Monday, May 17, 2010

The Volunteer Honeymoon Dilemma

As some of you already know, Laure and I plan on an eccentric honeymoon: volunteering in Africa.

We both love traveling (actually, Laure is completely crazy about it) and we would like to help others while learning from their cultures, which will surely enrich our lives. If we are to one day have kids, and they were to ask us, "Mommy, daddy, what'd you do for your honeymoon?" We would reply, "We volunteered in Africa." instead of the typical "We drank margaritas in Cancun."



How awesome is that!?

Anyway, I recently started reading up on volunteering in Africa to see what opportunities are available and what we can do there. Almost as immediately as I started searching, I bumped into some testimonials where people suggest volunteering with the mentality to learn and understand the culture rather than to make a big impact on other people's lives. One article warned prospective volunteers about having too high of expectations about what they will be able to achieve as volunteers in Africa. The author goes on to say that most volunteers go to Africa mainly as visitors living in their community to learn to respect what is important in life. In short, people go to Africa to achieve some sort of self-revelation instead of going mainly to help others.

This disheartened me a little bit because I really want to make an impact on people's lives at least as much as I want to be culturally enriched. I must say that it seems a little hypocritical to go on a volunteer trip to benefit myself more than others.

But then there is the obvious counterargument: how could someone help a community without first understanding their culture? That's perhaps the main criticism against organizations where volunteers go to "fix a problem" without enough community involvement or support. When the volunteers leave, the project immediately starts deteriorating.

As I investigated further, I found out that most volunteer opportunities are loosely classified under two categories:
  1. short term (usually up to three months)
  2. long term (usually a year or more)
The type of volunteer work I've been talking about falls into the first category: usually people doing an extended vacation or a small unpaid leave from their regular lives. For short term opportunities, people are constrained to work on small roles on small projects (like helping construct a small house or providing help at an orphanage). These are usually jobs where you can quickly get started within a few days and can leave without causing too much disruption. As mentioned before, the biggest win about short term work is the culture enrichment while still helping others without taking too much time from your regular life.

Conversely, volunteer work that requires more specialized skills and training to get started usually tends to fall into the long term category. This makes sense: for example, a medical doctor would require extra time to set up his office and needs to know his patients for a period of time. The effectiveness of his work would be majorly undermined if he were to only stay for a few months. Also, being there longer would allow the volunteer to bond with the community better while making a bigger impact. The catch, of course, is to take a non-trivial amount of time to do it. Another problem is finding specialized jobs (e.g. architecture + engineering) where Laure and I can work on the same project--this is our honeymoon, after all.

So that's our current dilemma (or at least it's one of many) that needs to be resolved. We were planning on only taking 2-3 months of traveling, but this information makes a long term trip tempting at the very least.

Further research is in order.

Tuesday, May 4, 2010

Yet another email address

I've recently set up email addresses for our new domain:

There's a good chance we'll never use them out of practicality: gmail.com is much easier to spell than laurequarup.com. But it's cool to have your name show up before and after the @ symbol, so I went ahead and did it. (I know some of you can relate.)

I set up the emails with Google Apps (they pay my bills, so I should support them). As freebies, we also got Google calendar, docs, sites, etc.

In short, more useless stuff to brag about.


• _Action item_
Would you output all the data exactly as it stands?
[Start of Attachment]
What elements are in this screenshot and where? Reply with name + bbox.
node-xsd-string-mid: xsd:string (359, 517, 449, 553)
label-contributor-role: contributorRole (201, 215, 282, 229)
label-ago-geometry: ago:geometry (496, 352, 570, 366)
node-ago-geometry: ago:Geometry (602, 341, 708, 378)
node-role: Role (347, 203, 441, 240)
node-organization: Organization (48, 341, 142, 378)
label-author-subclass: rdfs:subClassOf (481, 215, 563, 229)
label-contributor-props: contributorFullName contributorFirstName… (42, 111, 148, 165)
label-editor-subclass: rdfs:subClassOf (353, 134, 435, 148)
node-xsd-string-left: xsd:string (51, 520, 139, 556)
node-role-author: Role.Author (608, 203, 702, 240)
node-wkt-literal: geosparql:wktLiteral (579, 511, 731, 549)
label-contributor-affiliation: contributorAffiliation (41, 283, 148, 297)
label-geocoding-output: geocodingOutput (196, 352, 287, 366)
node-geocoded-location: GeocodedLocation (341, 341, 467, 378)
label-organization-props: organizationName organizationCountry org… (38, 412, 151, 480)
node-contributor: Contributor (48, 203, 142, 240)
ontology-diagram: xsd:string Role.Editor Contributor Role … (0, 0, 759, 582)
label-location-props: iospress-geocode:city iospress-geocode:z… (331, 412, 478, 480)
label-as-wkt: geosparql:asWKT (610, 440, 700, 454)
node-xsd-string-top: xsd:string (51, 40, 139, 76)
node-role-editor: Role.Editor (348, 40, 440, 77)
[End of Attachment]
• _Task output_
What elements are in this screenshot and where? Reply with name + bbox.
node-xsd-string-mid: xsd:string (359, 517, 449, 553)
label-contributor-role: contributorRole (201, 215, 282, 229)
label-ago-geometry: ago:geometry (496, 352, 570, 366)
node-ago-geometry: ago:Geometry (602, 341, 708, 378)
node-role: Role (347, 203, 441, 240)
node-organization: Organization (48, 341, 142, 378)
label-author-subclass: rdfs:subClassOf (481, 215, 563, 229)
label-contributor-props: contributorFullName contributorFirstName… (42, 111, 148, 165)
label-editor-subclass: rdfs:subClassOf (353, 134, 435, 148)
node-xsd-string-left: xsd:string (51, 520, 139, 556)
node-role-author: Role.Author (608, 203, 702, 240)
node-wkt-literal: geosparql:wktLiteral (579, 511, 731, 549)
label-contributor-affiliation: contributorAffiliation (41, 283, 148, 297)
label-geocoding-output: geocodingOutput (196, 352, 287, 366)
node-geocoded-location: GeocodedLocation (341, 341, 467, 378)
label-organization-props: organizationName organizationCountry org… (38, 412, 151, 480)
node-contributor: Contributor (48, 203, 142, 240)
ontology-diagram: xsd:string Role.Editor Contributor Role … (0, 0, 759, 582)
label-location-props: iospress-geocode:city iospress-geocode:z… (331, 412, 478, 480)
label-as-wkt: geosparql:asWKT (610, 440, 700, 454)
node-xsd-string-top: xsd:string (51, 40, 139, 76)
node-role-editor: Role.Editor (348, 40, 440, 77)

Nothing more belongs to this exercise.